Task to complete: Copy exactly. Begin at the line containing "Locate an element on the screen. Image resolution: width=868" and stop at the last line of the entries, omitting any pictures.

[[ Data provided, beginning ]]

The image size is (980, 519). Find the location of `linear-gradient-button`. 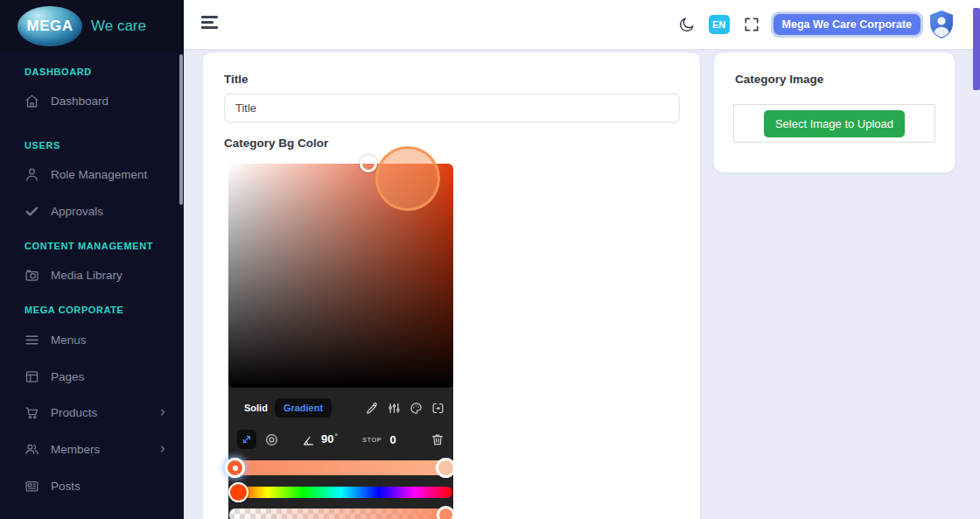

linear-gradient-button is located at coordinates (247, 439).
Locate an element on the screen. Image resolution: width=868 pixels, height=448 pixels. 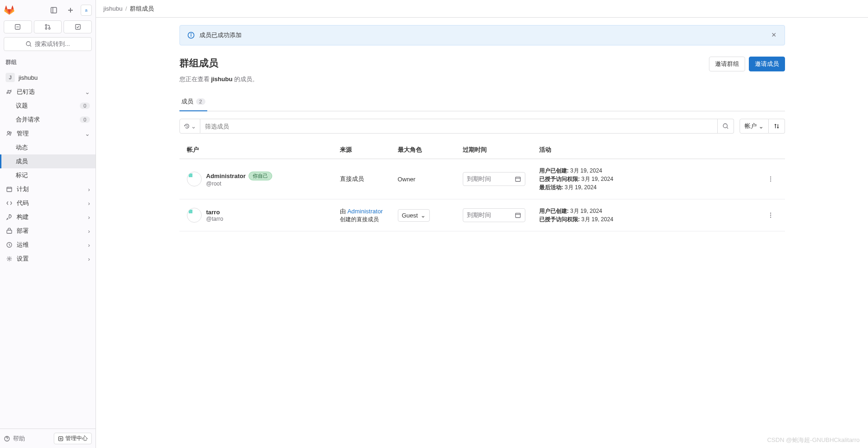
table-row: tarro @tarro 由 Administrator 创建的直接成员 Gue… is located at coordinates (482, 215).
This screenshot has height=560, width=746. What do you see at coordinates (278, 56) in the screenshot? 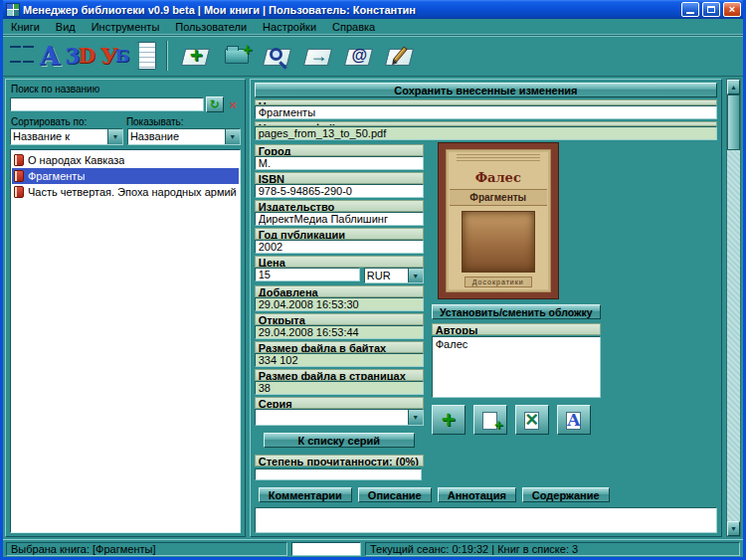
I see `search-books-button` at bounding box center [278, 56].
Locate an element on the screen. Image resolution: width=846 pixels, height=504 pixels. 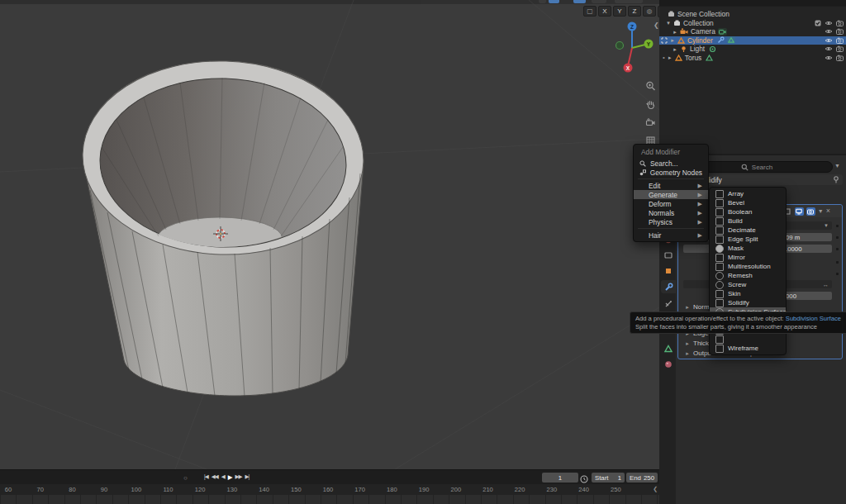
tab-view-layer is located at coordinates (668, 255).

[[ Data provided, end ]]

Your solution:
Locate an element on the screen. Image resolution: width=868 pixels, height=448 pixels. 
table-row: tarro @tarro 由 Administrator 创建的直接成员 Gue… is located at coordinates (482, 215).
This screenshot has height=560, width=746. What do you see at coordinates (278, 56) in the screenshot? 
I see `search-books-button` at bounding box center [278, 56].
Locate an element on the screen. Image resolution: width=846 pixels, height=504 pixels. 
tab-view-layer is located at coordinates (668, 255).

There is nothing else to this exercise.